Grounded in Place: Dialogues Between First Nations Artists is a free event that will give interested members of the arts community and the wider public the chance to listen to talks by artists and curators and watch three award-winning documentaries by First Nations filmmakers.

Non-Indigenous scholars and museum professionals from Australia and abroad are also taking part, including Manila-based art scholar and curator Patrick Flores, who is the curator of the Vargas Museum and was the artistic director of the Singapore Biennale 2019.

The event is the first collaboration between QUT and its symposium partners – Taiwan's National Museum of Prehistory and Aotearoa's Govett-Brewster Art Gallery.

Australian First Nations artists on the program include Vernon Ah Kee, Leah King-Smith, Mandy Quadrio and Judy Watson.

Judy Watson. (Photo: Rachel See. Courtesy of the artist and Milani Gallery, Brisbane.)

Artists Chang En-Man, Akac Orat, Ciwas Tahos and Yuma Taru (one of Taiwan's top traditional arts and cultural heritage preservationists, pictured at top) will stream in from Taiwan.

And the Aotearoa artists are Ngahuia Harrison, Sarah Hudson, Kaihaukai Art Collective, and Areta Wilkinson on behalf of the Ngi Tahu artist collective.

QUT's Dr Sophie McIntyre is the symposium organiser and said it was a positive example of how people could collaborate during lockdowns and border closures.

"It's a platform for cultural understanding, connecting and exchanging ideas and insights, and we hope it will pave the way for future face-to-face engagement," she said.

Simon Kaan and Ron Bull from the Kaihaukai Collective. (Photo: Jo Moore, Wellington)

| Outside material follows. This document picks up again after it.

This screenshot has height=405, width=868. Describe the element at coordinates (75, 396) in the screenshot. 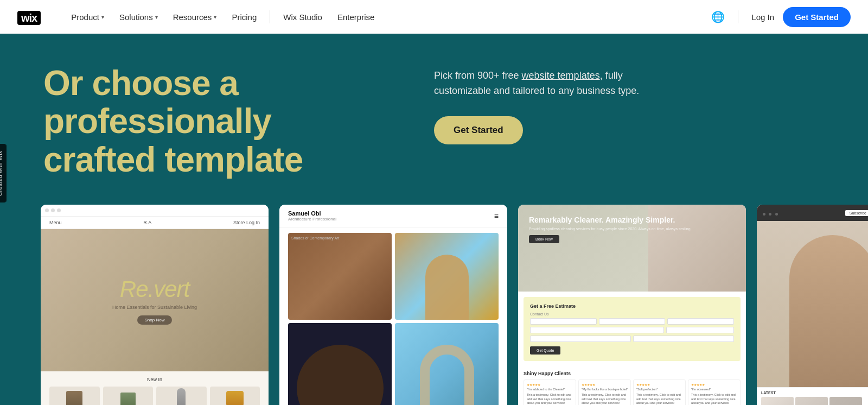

Dr McIntyre, from QUT's Faculty of Creative Industries, Education and Social Justice, is a scholar and curator who specialises in Taiwan art and has lived and worked in Taiwan and Aotearoa.

"The symposium will explore First Nations artists and filmmakers' perspectives on and connections to land, as a site and place of belonging, and as a source of learning, sustenance, and creativity," she said.

"We live in the Asia-Pacific, but generally we know so little about our First Nations peoples in our region.

"Although most of the speakers in this symposium have exhibited internationally, and some have even participated in the same exhibition with each other, this is the first time they will have met virtually.

"We hope this symposium will inspire new ideas, forge new connections, and create opportunities for future cooperation and exchange between Australia, Taiwan and Aotearoa."

Wesley Enoch is QUT's Indigenous Chair in the Creative Industries.

Renowned playwright and artistic director Wesley Enoch AM, who is QUT's Indigenous Chair in the Creative Industries, will deliver the event's Welcome to Country. The symposium will be opened by the Director-General of the Taipei Economic and Cultural Office, Edward Tao, and is sponsored by the Ministry of Culture (Spotlight), Taiwan.

Vernon Ah Kee (Photo: Joe Ruckli)

Dr McIntyre said four panel discussions would take place around the conference theme of connections to land: History and Sovereignty; Land and Community; Site and Materials; and Place and Space.

The conversations will lead to new fields of research and inquiry, which will inform a bilingual publication and exhibition project.

Three documentaries will be available for viewing during the symposium – Maralinga Tjarutja (directed by Larissa Behrendt), Where Has the Land Gone? (directed by Pilin Yapu), and Bastion Point—Day 507 (directed by Merata Mita, Leon Narby and Gerd Pohlman).

The Grounded in Place: Dialogues Between First Nations Artists symposium has been organised by Dr McIntyre in collaboration with Dr Fang Chun-wei (National Prehistory Museum in Taiwan) and Dr Zara Stanhope (Govett-Brewster Gallery).